RTF is an 8-bit format. That would limit it to ASCII, but RTF can encode characters beyond ASCII by escape sequences. The character escapes are of two types: code page escapes and Unicode escapes. In a code page escape, two hexadecimal digits following an apostrophe are used for denoting a character taken from a Windows code page. For example, if control codes specifying Windows-1256 are present, the sequence \'c8 will encode the Arabic letter beh (ب).

If a Unicode escape is required, the control word \u is used, followed by a 16-bit signed decimal integer giving the Unicode codepoint number. For the benefit of programs without Unicode support, this must be followed by the nearest representation of this character in the specified code page. For example, \u1576? would give the Arabic letter beh, specifying that older programs which do not have Unicode support should render it as a question mark instead.

The control word \uc0 can be used to indicate that subsequent Unicode escape sequences within the current group do not specify a substitution character.

[edit] Human readability

Unlike most word processing formats, good RTF code can be made human-readable. That is to say that when an RTF file is opened in a text editor, the text is legible and the markup language is not too distracting or counter-intuitive. The RTF files produced by most programs, such as MS Word, will contain such a large number of control codes for compatibility with older programs that most files will easily be an order of magnitude larger than the raw text and very difficult to read. Formats such as MS Word's .doc are, in contrast, binary formats with only a few scraps of legible text.

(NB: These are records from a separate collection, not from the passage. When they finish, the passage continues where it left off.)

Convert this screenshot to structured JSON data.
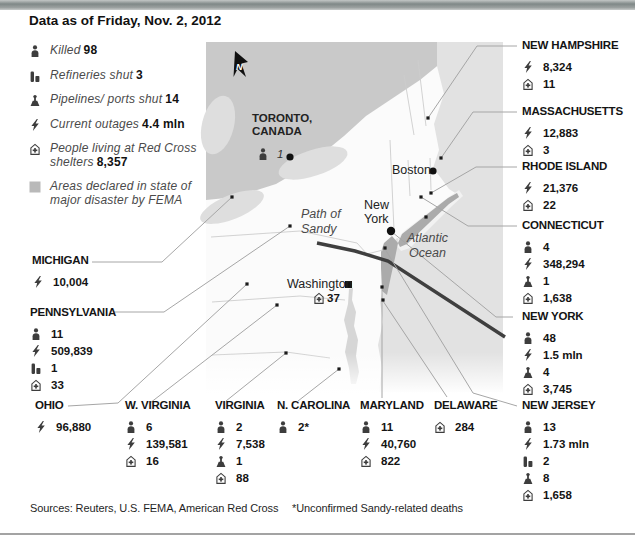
{
  "title": "Data as of Friday, Nov. 2, 2012",
  "colors": {
    "canada": "#c9c9c9",
    "lake": "#dedede",
    "ocean": "#e2e2e2",
    "fema_area": "#ababab",
    "chesapeake": "#d6d6d6",
    "sandy_path": "#3f3f3f",
    "connector_line": "#a6a6a6",
    "icon": "#3d3d3d"
  },
  "legend": {
    "items": [
      {
        "icon": "killed-icon",
        "label": "Killed",
        "value": "98"
      },
      {
        "icon": "refinery-icon",
        "label": "Refineries shut",
        "value": "3"
      },
      {
        "icon": "port-icon",
        "label": "Pipelines/ ports shut",
        "value": "14"
      },
      {
        "icon": "outage-icon",
        "label": "Current outages",
        "value": "4.4 mln"
      },
      {
        "icon": "shelter-icon",
        "label": "People living at Red Cross shelters",
        "value": "8,357"
      },
      {
        "icon": "fema-square-icon",
        "label": "Areas declared in state of major disaster by FEMA",
        "value": ""
      }
    ]
  },
  "map": {
    "north_indicator": "N",
    "toronto": {
      "label": "TORONTO,\nCANADA",
      "killed": "1"
    },
    "boston": {
      "label": "Boston"
    },
    "new_york": {
      "label": "New\nYork"
    },
    "washington": {
      "label": "Washington",
      "shelters": "37"
    },
    "annotations": {
      "path_of_sandy": "Path of\nSandy",
      "atlantic_ocean": "Atlantic\nOcean"
    }
  },
  "states": [
    {
      "id": "new-hampshire",
      "name": "NEW HAMPSHIRE",
      "stats": [
        {
          "icon": "outage-icon",
          "value": "8,324"
        },
        {
          "icon": "shelter-icon",
          "value": "11"
        }
      ]
    },
    {
      "id": "massachusetts",
      "name": "MASSACHUSETTS",
      "stats": [
        {
          "icon": "outage-icon",
          "value": "12,883"
        },
        {
          "icon": "shelter-icon",
          "value": "3"
        }
      ]
    },
    {
      "id": "rhode-island",
      "name": "RHODE ISLAND",
      "stats": [
        {
          "icon": "outage-icon",
          "value": "21,376"
        },
        {
          "icon": "shelter-icon",
          "value": "22"
        }
      ]
    },
    {
      "id": "connecticut",
      "name": "CONNECTICUT",
      "stats": [
        {
          "icon": "killed-icon",
          "value": "4"
        },
        {
          "icon": "outage-icon",
          "value": "348,294"
        },
        {
          "icon": "port-icon",
          "value": "1"
        },
        {
          "icon": "shelter-icon",
          "value": "1,638"
        }
      ]
    },
    {
      "id": "new-york",
      "name": "NEW YORK",
      "stats": [
        {
          "icon": "killed-icon",
          "value": "48"
        },
        {
          "icon": "outage-icon",
          "value": "1.5 mln"
        },
        {
          "icon": "port-icon",
          "value": "4"
        },
        {
          "icon": "shelter-icon",
          "value": "3,745"
        }
      ]
    },
    {
      "id": "new-jersey",
      "name": "NEW JERSEY",
      "stats": [
        {
          "icon": "killed-icon",
          "value": "13"
        },
        {
          "icon": "outage-icon",
          "value": "1.73 mln"
        },
        {
          "icon": "refinery-icon",
          "value": "2"
        },
        {
          "icon": "port-icon",
          "value": "8"
        },
        {
          "icon": "shelter-icon",
          "value": "1,658"
        }
      ]
    },
    {
      "id": "delaware",
      "name": "DELAWARE",
      "stats": [
        {
          "icon": "shelter-icon",
          "value": "284"
        }
      ]
    },
    {
      "id": "maryland",
      "name": "MARYLAND",
      "stats": [
        {
          "icon": "killed-icon",
          "value": "11"
        },
        {
          "icon": "outage-icon",
          "value": "40,760"
        },
        {
          "icon": "shelter-icon",
          "value": "822"
        }
      ]
    },
    {
      "id": "n-carolina",
      "name": "N. CAROLINA",
      "stats": [
        {
          "icon": "killed-icon",
          "value": "2*"
        }
      ]
    },
    {
      "id": "virginia",
      "name": "VIRGINIA",
      "stats": [
        {
          "icon": "killed-icon",
          "value": "2"
        },
        {
          "icon": "outage-icon",
          "value": "7,538"
        },
        {
          "icon": "port-icon",
          "value": "1"
        },
        {
          "icon": "shelter-icon",
          "value": "88"
        }
      ]
    },
    {
      "id": "w-virginia",
      "name": "W. VIRGINIA",
      "stats": [
        {
          "icon": "killed-icon",
          "value": "6"
        },
        {
          "icon": "outage-icon",
          "value": "139,581"
        },
        {
          "icon": "shelter-icon",
          "value": "16"
        }
      ]
    },
    {
      "id": "ohio",
      "name": "OHIO",
      "stats": [
        {
          "icon": "outage-icon",
          "value": "96,880"
        }
      ]
    },
    {
      "id": "michigan",
      "name": "MICHIGAN",
      "stats": [
        {
          "icon": "outage-icon",
          "value": "10,004"
        }
      ]
    },
    {
      "id": "pennsylvania",
      "name": "PENNSYLVANIA",
      "stats": [
        {
          "icon": "killed-icon",
          "value": "11"
        },
        {
          "icon": "outage-icon",
          "value": "509,839"
        },
        {
          "icon": "refinery-icon",
          "value": "1"
        },
        {
          "icon": "shelter-icon",
          "value": "33"
        }
      ]
    }
  ],
  "footer": {
    "sources": "Sources: Reuters, U.S. FEMA, American Red Cross",
    "note": "*Unconfirmed Sandy-related deaths"
  }
}
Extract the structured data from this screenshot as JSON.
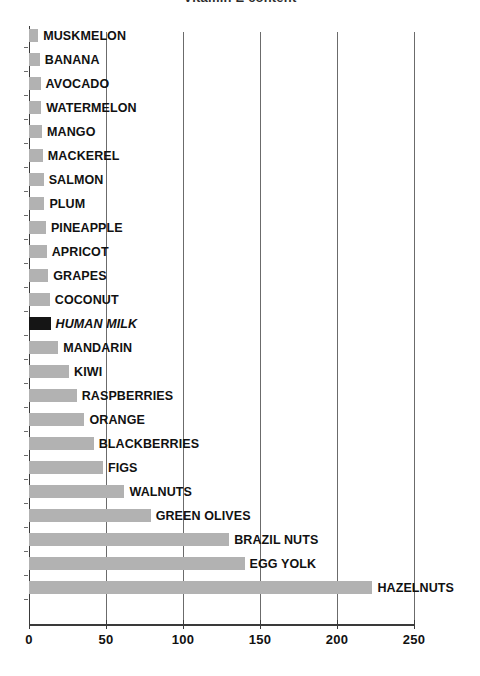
{
  "title_fragment": "Vitamin E content",
  "chart_data": {
    "type": "bar",
    "orientation": "horizontal",
    "title": "",
    "xlabel": "",
    "ylabel": "",
    "xlim": [
      0,
      250
    ],
    "xticks": [
      0,
      50,
      100,
      150,
      200,
      250
    ],
    "xtick_labels": [
      "0",
      "50",
      "100",
      "150",
      "200",
      "250"
    ],
    "grid": true,
    "grid_axis": "x",
    "legend": false,
    "bar_color": "#b2b2b2",
    "highlight_color": "#151515",
    "highlight_category": "HUMAN MILK",
    "categories": [
      "MUSKMELON",
      "BANANA",
      "AVOCADO",
      "WATERMELON",
      "MANGO",
      "MACKEREL",
      "SALMON",
      "PLUM",
      "PINEAPPLE",
      "APRICOT",
      "GRAPES",
      "COCONUT",
      "HUMAN MILK",
      "MANDARIN",
      "KIWI",
      "RASPBERRIES",
      "ORANGE",
      "BLACKBERRIES",
      "FIGS",
      "WALNUTS",
      "GREEN OLIVES",
      "BRAZIL NUTS",
      "EGG YOLK",
      "HAZELNUTS"
    ],
    "values": [
      6,
      7,
      7.5,
      8,
      8.5,
      9,
      9.5,
      10,
      11,
      11.5,
      12.5,
      13.5,
      14,
      19,
      26,
      31,
      36,
      42,
      48,
      62,
      79,
      130,
      140,
      223
    ]
  }
}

Nowadays, human-readable XML-based formats are becoming more common, but at RTF's release its level of readability was rare among document formats. Note that the XML-based OpenDocument and Office Open XML formats are often not immediately human-readable because they are a bundle of several different files within a ZIP archive.

[edit] Common implementations

Most word processing software implementations support RTF format import and export, often making it a "common" format between otherwise incompatible word processing software.

The WordPad editor in Microsoft Windows creates RTF files by default. It once defaulted to the Microsoft Word 6.0 file format, but write support for Word documents was dropped in a security update.

The free and open-source word processors AbiWord, OpenOffice.org, and KWord can view and edit RTF files.

The default editor for Mac OS X, TextEdit, can also view and edit RTF files as well as RTFD files.

SIL International’s Toolbox application for developing and publishing dictionaries uses RTF as its most common form of document output. RTF files produced by Toolbox are designed to be used in Microsoft Word, but can also be used by other RTF-aware word processors.